The Mary Birdsall House is known as the Lauramoore Guest House & Retreat Center and is located in Richmond, Indiana. It was built in 1859 for Thomas and Mary Birdsall, a leading woman's suffragist in Indiana.[2] The Italianate brick-built house is a two-story structure standing at the corner of Northwest Fifth Street and Richmond Avenue. In 1927, the Whitewater Monthly Meeting Religious Society of Friends converted the building to a retirement home, adding on a two-story addition on the west and north sides of the building. Later, the property was given to Earlham College, and it now serves as a guest house and retreat center. It was listed on the National Register of Historic Places in 1999.

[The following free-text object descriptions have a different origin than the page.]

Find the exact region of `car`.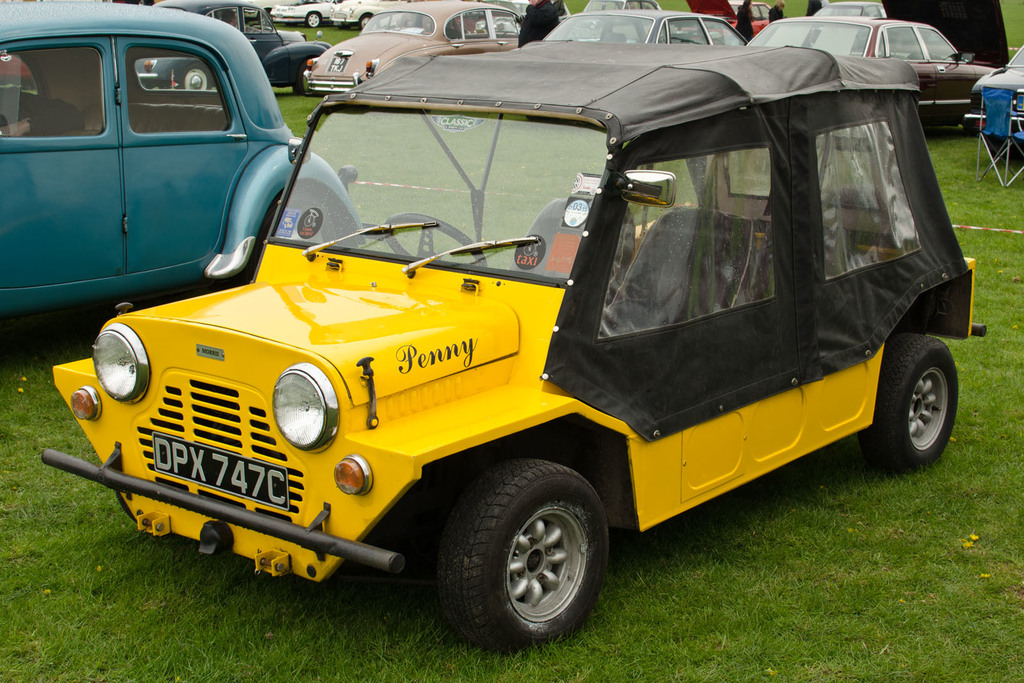
Exact region: bbox(536, 8, 753, 50).
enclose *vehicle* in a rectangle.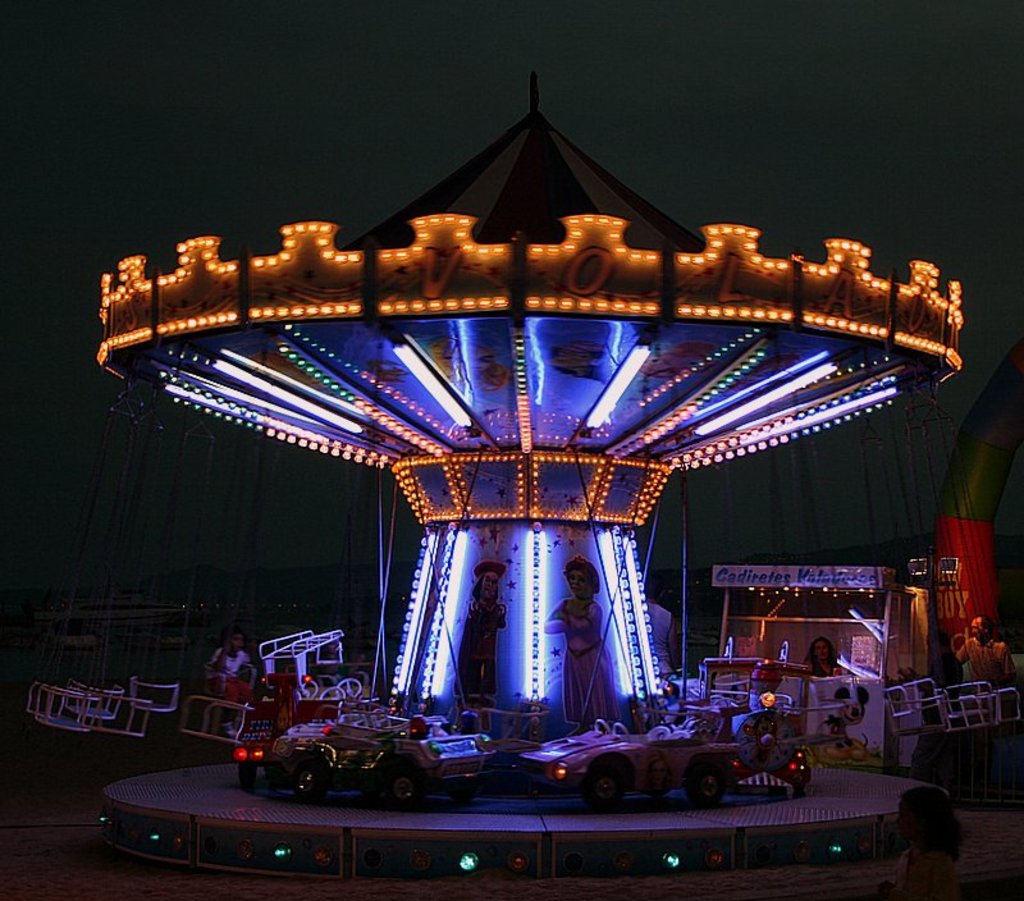
[left=814, top=677, right=872, bottom=765].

Construction of the house began in 1859. The house now known as the Lauramoore Guest House & Retreat Center (Mary Birdsall House) was built for Mary Birdsall (née Thistlethwaite) and her husband from bricks made in a kiln to the north of the house. The Italianate low-pitched roofed dwelling was completed in 1861. The architect designed a cross-shaped floor plan whose foundations included a stone cellar. The four wings of the cruciform layout incorporate American bond brickwork and cornices that are both bracketed and dentilated. All of the wings have separate staircases and chimneys, but it is the east room which is thought to have been the more formal area. This room is closest to Northwest Fifth Street and the house's entry vestibule. The first floor of the house was built on a grander scale than the second, with three-sided bay window extensions in both the east and west wings. It is said that the house design was "technologically progressive, healthy, and emancipating", reflecting the concept of "domestic architecture" advocated by Catharine Beecher and Harriet Beecher Stowe.[2] Mary Birdsall had collaborated with Beecher and Stowe in her work for social change. Over thirty years after Mary Birdall died, the house became a retirement home. Her house was substantially modified when additional rooms were added in 1927. These new bedrooms had a new staircase and were located on the east and north parts of the building.[2][3]